In Norway we used to get kegs of an English beer called "Star Light" and it wasn't to our taste. We "customised" the brew by digging a hole in an ice bank, and placing the metal keg in it, covering the keg with snow and ice.
The considerable water content of the beer in the keg froze overnight, and we ran off the remaining neat alcohol into a container. We then had to dilute the neat alcohol with ice or water, until we got the equivalent of about three standard bottles of 50% proof vodka from the keg, (depending on the content of the keg when we froze it). For reasons of "health and safety" we had to make sure that about 10% of the keg content had been run off prior to the big freeze, as a burst keg would have given no return whatsoever, but would maybe have turned the snow and ice a pretty colour!
We called it "The Beast of Bardufoss", until they twigged that a few kegs had gone missing and stopped supplying us with it. (Then a few people went missing etc.)
Don't think it would ever have made it to the shops, as it really needed a dash of (frozen) Arctic berries to take the awful taste away, and Arctic berries aren't readily available anywhere else other than the Arctic. We tried Coca Cola, but it wasn't the same! Helped to see us through the Arctic winter when we ran out of "sputnik" (illegal distillation of water, potatoes and sugar). You can buy legally distilled vodka in Norway from the state run "vinmonopolet", if you sell all your furniture. My sister is over there visiting relatives at the moment, but she's missed the Star Light season by a couple of months. Hope they haven't sold the guest room beds to buy vodka for her coming!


Work instruction:
Go over the listing below line by line and tally those containing "Ancestry". Give only the tally.
(Recorded information)
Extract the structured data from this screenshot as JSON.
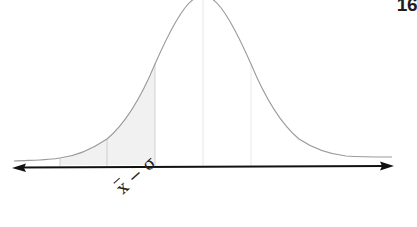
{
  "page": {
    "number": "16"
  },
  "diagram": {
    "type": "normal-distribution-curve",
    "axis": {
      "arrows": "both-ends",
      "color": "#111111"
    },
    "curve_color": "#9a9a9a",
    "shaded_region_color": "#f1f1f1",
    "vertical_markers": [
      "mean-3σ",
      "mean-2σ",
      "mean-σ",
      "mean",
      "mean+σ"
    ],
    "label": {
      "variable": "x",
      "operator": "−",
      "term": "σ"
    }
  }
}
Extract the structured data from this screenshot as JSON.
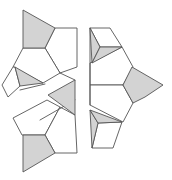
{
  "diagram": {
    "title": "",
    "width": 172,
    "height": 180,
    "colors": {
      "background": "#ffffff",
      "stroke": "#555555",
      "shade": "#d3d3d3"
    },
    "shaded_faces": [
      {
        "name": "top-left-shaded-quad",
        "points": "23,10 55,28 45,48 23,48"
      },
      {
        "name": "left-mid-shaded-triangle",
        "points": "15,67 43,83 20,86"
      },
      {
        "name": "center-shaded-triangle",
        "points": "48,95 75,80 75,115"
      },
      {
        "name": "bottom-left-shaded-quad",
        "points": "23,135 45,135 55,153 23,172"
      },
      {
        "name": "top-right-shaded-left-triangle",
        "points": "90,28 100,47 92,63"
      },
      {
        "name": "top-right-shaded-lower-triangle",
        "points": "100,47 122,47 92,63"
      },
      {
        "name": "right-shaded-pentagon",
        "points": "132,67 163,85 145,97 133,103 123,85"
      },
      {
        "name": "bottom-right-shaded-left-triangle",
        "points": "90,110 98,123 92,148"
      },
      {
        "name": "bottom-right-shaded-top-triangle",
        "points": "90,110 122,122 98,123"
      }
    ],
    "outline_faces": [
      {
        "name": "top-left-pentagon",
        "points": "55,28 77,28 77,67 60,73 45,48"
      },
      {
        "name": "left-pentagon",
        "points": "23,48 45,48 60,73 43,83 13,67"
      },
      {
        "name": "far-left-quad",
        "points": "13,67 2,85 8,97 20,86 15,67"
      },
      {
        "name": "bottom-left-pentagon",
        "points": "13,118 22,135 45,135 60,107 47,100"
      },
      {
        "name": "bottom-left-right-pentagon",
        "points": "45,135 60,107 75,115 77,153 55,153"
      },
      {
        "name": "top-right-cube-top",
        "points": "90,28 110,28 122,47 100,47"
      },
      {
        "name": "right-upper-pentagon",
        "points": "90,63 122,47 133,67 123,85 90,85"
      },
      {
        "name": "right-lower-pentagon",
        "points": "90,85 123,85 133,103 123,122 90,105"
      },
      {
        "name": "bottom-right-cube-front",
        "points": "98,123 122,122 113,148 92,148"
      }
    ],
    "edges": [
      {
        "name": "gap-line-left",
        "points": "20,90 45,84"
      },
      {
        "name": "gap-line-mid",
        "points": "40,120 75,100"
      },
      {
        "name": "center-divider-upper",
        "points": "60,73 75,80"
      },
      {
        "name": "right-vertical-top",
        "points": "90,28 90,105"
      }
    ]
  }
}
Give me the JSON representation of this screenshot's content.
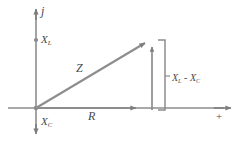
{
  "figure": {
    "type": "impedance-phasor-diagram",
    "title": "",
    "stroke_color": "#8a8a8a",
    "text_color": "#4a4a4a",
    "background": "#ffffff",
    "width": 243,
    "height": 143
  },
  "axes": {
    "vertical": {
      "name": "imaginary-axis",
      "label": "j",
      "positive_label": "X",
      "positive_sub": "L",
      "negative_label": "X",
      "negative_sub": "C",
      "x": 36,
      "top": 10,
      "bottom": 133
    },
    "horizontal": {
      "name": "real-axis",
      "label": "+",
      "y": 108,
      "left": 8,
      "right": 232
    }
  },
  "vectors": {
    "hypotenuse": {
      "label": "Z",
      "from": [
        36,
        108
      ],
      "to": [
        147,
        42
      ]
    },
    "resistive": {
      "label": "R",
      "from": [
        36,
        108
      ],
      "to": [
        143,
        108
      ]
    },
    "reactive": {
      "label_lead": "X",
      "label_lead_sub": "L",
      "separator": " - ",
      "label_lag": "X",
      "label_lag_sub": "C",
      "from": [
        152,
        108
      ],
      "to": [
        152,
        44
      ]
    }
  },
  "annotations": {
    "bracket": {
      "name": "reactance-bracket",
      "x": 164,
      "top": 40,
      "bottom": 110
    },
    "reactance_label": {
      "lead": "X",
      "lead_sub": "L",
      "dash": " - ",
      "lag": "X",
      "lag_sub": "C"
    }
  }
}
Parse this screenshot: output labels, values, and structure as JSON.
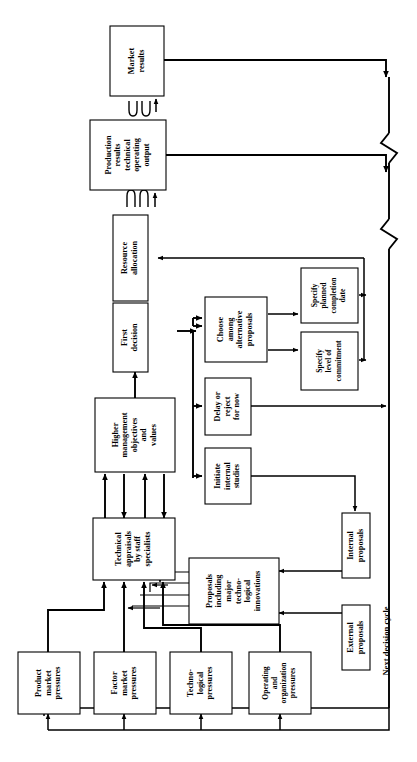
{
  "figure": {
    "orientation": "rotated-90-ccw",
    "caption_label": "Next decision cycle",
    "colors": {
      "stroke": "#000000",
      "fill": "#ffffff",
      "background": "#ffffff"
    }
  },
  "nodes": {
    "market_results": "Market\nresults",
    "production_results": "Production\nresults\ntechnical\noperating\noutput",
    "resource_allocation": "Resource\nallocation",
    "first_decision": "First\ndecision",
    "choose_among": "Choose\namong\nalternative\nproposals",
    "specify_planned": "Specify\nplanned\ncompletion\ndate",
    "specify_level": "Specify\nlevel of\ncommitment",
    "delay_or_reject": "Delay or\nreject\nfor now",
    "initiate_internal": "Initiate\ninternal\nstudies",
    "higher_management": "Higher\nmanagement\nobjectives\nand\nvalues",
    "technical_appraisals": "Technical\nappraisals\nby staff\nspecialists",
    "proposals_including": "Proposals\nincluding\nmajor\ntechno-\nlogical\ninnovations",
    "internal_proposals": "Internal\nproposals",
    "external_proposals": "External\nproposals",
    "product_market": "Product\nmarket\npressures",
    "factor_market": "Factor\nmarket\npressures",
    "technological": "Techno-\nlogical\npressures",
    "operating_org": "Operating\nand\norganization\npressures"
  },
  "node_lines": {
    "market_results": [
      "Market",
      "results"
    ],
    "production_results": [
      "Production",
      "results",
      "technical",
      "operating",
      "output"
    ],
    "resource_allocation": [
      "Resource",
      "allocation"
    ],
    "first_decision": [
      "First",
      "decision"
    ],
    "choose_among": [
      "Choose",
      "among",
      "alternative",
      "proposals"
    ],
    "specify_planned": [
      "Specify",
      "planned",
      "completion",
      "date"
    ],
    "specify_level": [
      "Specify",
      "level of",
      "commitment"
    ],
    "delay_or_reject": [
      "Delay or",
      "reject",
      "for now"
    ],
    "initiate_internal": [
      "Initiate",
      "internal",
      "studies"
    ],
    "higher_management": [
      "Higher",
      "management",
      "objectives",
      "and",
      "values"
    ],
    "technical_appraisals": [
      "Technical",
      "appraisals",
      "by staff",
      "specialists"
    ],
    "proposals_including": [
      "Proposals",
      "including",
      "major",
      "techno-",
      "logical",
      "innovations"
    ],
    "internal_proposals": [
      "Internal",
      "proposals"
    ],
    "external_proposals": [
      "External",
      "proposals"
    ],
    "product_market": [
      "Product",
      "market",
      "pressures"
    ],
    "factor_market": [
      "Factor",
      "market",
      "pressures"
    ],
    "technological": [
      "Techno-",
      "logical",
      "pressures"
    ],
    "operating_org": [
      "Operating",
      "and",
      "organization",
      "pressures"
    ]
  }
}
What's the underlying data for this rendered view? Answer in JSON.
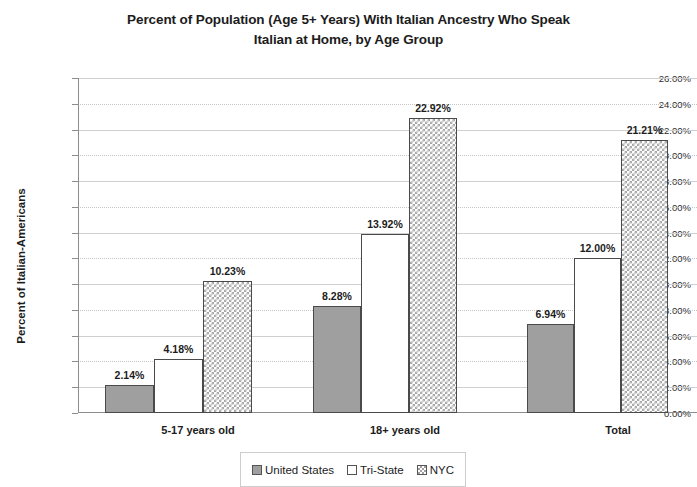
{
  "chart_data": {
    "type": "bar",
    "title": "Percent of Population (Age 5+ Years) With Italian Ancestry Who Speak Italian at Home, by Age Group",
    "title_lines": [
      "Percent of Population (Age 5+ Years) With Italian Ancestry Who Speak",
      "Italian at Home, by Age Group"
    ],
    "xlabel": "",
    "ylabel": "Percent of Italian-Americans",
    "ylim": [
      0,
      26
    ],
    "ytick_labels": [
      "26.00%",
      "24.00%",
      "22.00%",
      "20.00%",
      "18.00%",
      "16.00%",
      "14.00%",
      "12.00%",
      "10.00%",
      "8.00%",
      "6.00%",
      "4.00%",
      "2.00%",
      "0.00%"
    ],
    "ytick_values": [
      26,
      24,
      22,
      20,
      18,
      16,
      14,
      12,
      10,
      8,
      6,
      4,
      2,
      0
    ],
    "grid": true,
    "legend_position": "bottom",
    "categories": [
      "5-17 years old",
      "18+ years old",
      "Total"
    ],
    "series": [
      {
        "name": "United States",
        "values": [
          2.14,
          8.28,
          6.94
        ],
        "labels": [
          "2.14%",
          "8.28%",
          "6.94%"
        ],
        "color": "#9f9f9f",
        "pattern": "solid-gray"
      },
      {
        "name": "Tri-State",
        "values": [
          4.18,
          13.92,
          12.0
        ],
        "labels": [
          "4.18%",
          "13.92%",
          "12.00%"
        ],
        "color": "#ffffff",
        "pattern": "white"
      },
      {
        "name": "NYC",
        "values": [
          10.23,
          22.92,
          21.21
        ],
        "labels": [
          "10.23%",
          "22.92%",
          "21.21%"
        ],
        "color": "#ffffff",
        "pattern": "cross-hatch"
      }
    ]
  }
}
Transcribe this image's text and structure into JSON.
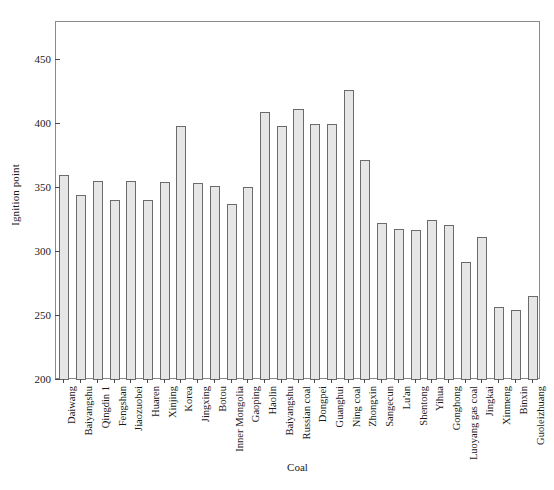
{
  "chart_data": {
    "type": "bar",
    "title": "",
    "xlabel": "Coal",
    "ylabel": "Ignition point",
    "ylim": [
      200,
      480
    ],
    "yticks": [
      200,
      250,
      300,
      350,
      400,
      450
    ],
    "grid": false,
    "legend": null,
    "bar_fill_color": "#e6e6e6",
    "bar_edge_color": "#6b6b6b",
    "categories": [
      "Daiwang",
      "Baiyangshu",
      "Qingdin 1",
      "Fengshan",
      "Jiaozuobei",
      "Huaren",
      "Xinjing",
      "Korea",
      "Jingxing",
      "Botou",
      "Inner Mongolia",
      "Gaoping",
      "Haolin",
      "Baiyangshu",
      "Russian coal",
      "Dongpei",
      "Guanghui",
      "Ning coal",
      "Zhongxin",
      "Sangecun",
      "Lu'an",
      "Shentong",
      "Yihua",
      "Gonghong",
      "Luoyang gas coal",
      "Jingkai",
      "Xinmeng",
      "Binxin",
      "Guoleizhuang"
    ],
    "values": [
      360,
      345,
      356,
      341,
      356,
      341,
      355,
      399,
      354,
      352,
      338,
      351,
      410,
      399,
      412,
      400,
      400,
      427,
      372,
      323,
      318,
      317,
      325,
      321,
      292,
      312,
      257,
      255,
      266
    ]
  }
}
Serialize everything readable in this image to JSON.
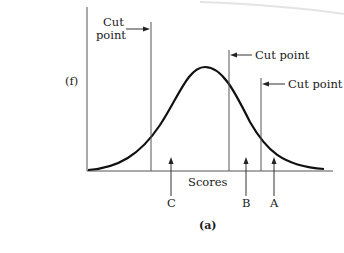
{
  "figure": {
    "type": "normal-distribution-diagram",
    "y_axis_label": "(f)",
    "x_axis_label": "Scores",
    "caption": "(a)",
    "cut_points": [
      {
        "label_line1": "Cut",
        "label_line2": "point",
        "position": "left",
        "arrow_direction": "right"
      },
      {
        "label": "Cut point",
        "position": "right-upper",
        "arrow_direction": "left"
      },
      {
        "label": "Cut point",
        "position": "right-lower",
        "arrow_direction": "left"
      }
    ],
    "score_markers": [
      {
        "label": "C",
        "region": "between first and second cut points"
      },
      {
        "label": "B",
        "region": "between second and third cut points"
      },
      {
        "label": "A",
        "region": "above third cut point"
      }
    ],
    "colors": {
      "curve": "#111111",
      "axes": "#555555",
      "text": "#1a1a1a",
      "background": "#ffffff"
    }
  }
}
(End Recorded information)
Response below:
2